What will Chevron do now that Trump is planning to restart ops offshore California?
8 replies (most recent on top)
@ke Just a thought What ones are next
This is site is so fun. It's a zero-sum game you know. "Corporate entities" are just prawns (sp intended) on the chess board.
"Caused".... oh, I'm sure that was intentional.
3 refineries shut down permanently in California this year. No need for more oil in California plus the addition to the fact that 80% of flowlines are over 45 years old in urban and residential areas. No way will California get back to a number 2 oil producing state again.
Does Chevron even have any offshore properties anymore?
@dy Unocal caused the Santa Barbara spill you refer to so even though we have lost all historical knowledge through the years, why not give it a go for nostalgia’s sake.

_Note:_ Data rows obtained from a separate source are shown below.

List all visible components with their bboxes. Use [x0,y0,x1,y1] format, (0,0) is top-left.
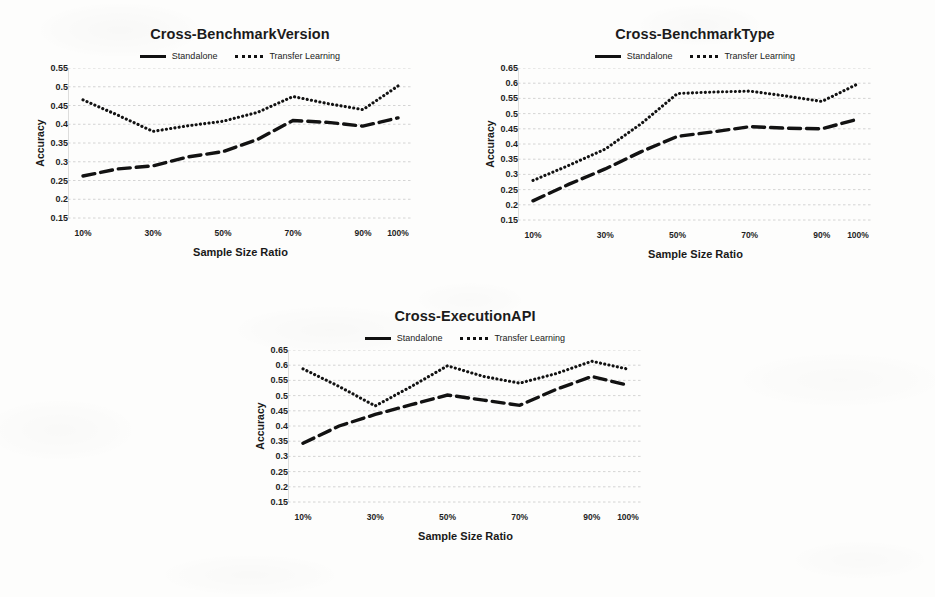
legend-swatch-dotted-icon [690,55,718,58]
x-axis-tick-label: 100% [617,512,639,522]
plot-canvas [518,68,873,222]
y-axis-tick-label: 0.3 [55,157,68,167]
x-axis-tick-label: 50% [439,512,456,522]
series-line-standalone [303,376,628,443]
y-axis-tick-label: 0.65 [270,345,288,355]
chart-legend: Standalone Transfer Learning [240,333,690,343]
y-axis-tick-label: 0.35 [270,436,288,446]
y-axis-tick-label: 0.2 [275,482,288,492]
y-axis-tick-label: 0.5 [505,109,518,119]
x-axis-tick-label: 10% [74,228,91,238]
series-line-standalone [83,118,398,176]
legend-swatch-dotted-icon [235,55,263,58]
x-axis-tick-label: 70% [284,228,301,238]
y-axis-tick-label: 0.2 [55,194,68,204]
y-axis-tick-label: 0.6 [505,78,518,88]
legend-label-transfer-learning: Transfer Learning [494,333,565,343]
x-axis-tick-label: 90% [354,228,371,238]
plot-canvas [288,350,643,504]
legend-swatch-dotted-icon [460,337,488,340]
y-axis-tick-label: 0.3 [505,169,518,179]
x-axis-tick-label: 70% [511,512,528,522]
chart-title: Cross-ExecutionAPI [240,308,690,324]
x-axis-tick-label: 50% [669,230,686,240]
y-axis-tick-label: 0.45 [500,124,518,134]
y-axis-tick-label: 0.3 [275,451,288,461]
plot-area: Accuracy 0.150.20.250.30.350.40.450.50.5… [470,68,920,268]
x-axis-tick-label: 30% [144,228,161,238]
y-axis-tick-label: 0.45 [50,101,68,111]
legend-item-transfer-learning: Transfer Learning [460,333,565,343]
y-axis-tick-label: 0.4 [505,139,518,149]
y-axis-label: Accuracy [34,119,46,166]
x-axis-tick-label: 50% [214,228,231,238]
y-axis-tick-label: 0.55 [50,63,68,73]
x-axis-tick-label: 100% [847,230,869,240]
legend-swatch-dashed-icon [595,55,621,58]
y-axis-tick-label: 0.15 [50,213,68,223]
x-axis-tick-label: 70% [741,230,758,240]
chart-title: Cross-BenchmarkVersion [20,26,460,42]
x-axis-tick-label: 30% [597,230,614,240]
x-axis-label: Sample Size Ratio [68,246,413,258]
y-axis-tick-label: 0.25 [500,185,518,195]
y-axis-tick-label: 0.35 [50,138,68,148]
gridlines [68,68,413,218]
legend-swatch-dashed-icon [365,337,391,340]
gridlines [518,68,873,220]
y-axis-tick-label: 0.65 [500,63,518,73]
legend-item-transfer-learning: Transfer Learning [690,51,795,61]
chart-panel-cross-benchmarktype: Cross-BenchmarkType Standalone Transfer … [470,26,920,268]
y-axis-tick-label: 0.15 [270,497,288,507]
x-axis-tick-label: 100% [387,228,409,238]
chart-panel-cross-benchmarkversion: Cross-BenchmarkVersion Standalone Transf… [20,26,460,268]
x-axis-tick-row: 10%30%50%70%90%100% [68,228,413,242]
legend-item-standalone: Standalone [595,51,673,61]
y-axis-tick-label: 0.2 [505,200,518,210]
x-axis-tick-label: 10% [294,512,311,522]
y-axis-tick-label: 0.45 [270,406,288,416]
legend-label-standalone: Standalone [397,333,443,343]
y-axis-tick-label: 0.55 [500,93,518,103]
y-axis-tick-label: 0.6 [275,360,288,370]
legend-item-standalone: Standalone [140,51,218,61]
y-axis-label: Accuracy [254,402,266,449]
plot-canvas [68,68,413,220]
chart-title: Cross-BenchmarkType [470,26,920,42]
x-axis-tick-label: 90% [813,230,830,240]
chart-panel-cross-executionapi: Cross-ExecutionAPI Standalone Transfer L… [240,308,690,550]
y-axis-tick-label: 0.4 [275,421,288,431]
legend-label-standalone: Standalone [627,51,673,61]
y-axis-tick-label: 0.5 [55,82,68,92]
x-axis-label: Sample Size Ratio [518,248,873,260]
chart-legend: Standalone Transfer Learning [20,51,460,61]
y-axis-label: Accuracy [484,120,496,167]
y-axis-tick-label: 0.25 [270,467,288,477]
x-axis-tick-label: 10% [524,230,541,240]
legend-item-standalone: Standalone [365,333,443,343]
legend-label-standalone: Standalone [172,51,218,61]
legend-label-transfer-learning: Transfer Learning [724,51,795,61]
y-axis-tick-label: 0.5 [275,391,288,401]
x-axis-tick-label: 90% [583,512,600,522]
plot-area: Accuracy 0.150.20.250.30.350.40.450.50.5… [240,350,690,550]
legend-item-transfer-learning: Transfer Learning [235,51,340,61]
x-axis-tick-row: 10%30%50%70%90%100% [288,512,643,526]
y-axis-tick-label: 0.35 [500,154,518,164]
y-axis-tick-label: 0.15 [500,215,518,225]
plot-area: Accuracy 0.150.20.250.30.350.40.450.50.5… [20,68,460,268]
legend-swatch-dashed-icon [140,55,166,58]
legend-label-transfer-learning: Transfer Learning [269,51,340,61]
x-axis-label: Sample Size Ratio [288,530,643,542]
y-axis-tick-label: 0.25 [50,176,68,186]
y-axis-tick-label: 0.55 [270,375,288,385]
chart-legend: Standalone Transfer Learning [470,51,920,61]
x-axis-tick-row: 10%30%50%70%90%100% [518,230,873,244]
y-axis-tick-label: 0.4 [55,119,68,129]
x-axis-tick-label: 30% [367,512,384,522]
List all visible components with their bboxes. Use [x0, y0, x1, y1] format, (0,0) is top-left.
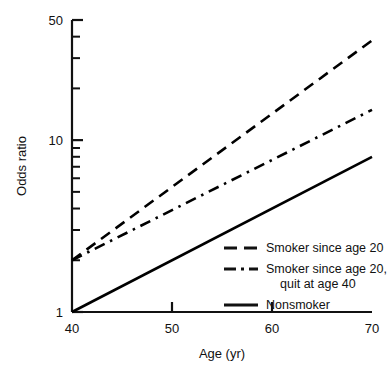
- x-axis-title: Age (yr): [199, 346, 245, 361]
- legend-label-2: Nonsmoker: [266, 298, 330, 312]
- chart-figure: 11050 40506070 Age (yr) Odds ratio Smoke…: [0, 0, 387, 375]
- legend-label-0: Smoker since age 20: [266, 241, 383, 255]
- legend-label-1-line2: quit at age 40: [280, 277, 356, 291]
- y-tick-label-1: 1: [56, 305, 63, 320]
- x-tick-label-60: 60: [265, 321, 279, 336]
- odds-ratio-line-chart: 11050 40506070 Age (yr) Odds ratio Smoke…: [0, 0, 387, 375]
- x-tick-label-70: 70: [365, 321, 379, 336]
- y-axis-title: Odds ratio: [14, 136, 29, 196]
- x-tick-label-40: 40: [65, 321, 79, 336]
- y-tick-label-10: 10: [49, 133, 63, 148]
- legend-label-1: Smoker since age 20,: [266, 262, 387, 276]
- y-tick-label-50: 50: [49, 13, 63, 28]
- x-tick-label-50: 50: [165, 321, 179, 336]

Just like Venezuela, none of the majors are d-mb enough to make that investment except us.
Many examples of offshore oil spills in California. The environmental movement started there due to an oil spill in Santa Barbara in the 70’s. We should protect the coasts and concentrate on places like SJV where we can feee up more licenses and increase production. Easier and cheaper than offshore. Safer too from a PR perspective
@OP Absolutely nothing, zero, zilch, nada. Chevron, like other oil majors, does not operate there - only small independents. In 2025, volumes for offshore California were on the order of 10,000 bbl a day, maximum capacity if fully operational is maybe 50,000 bbls. In comparison, the target for TCO is one million bbls/day.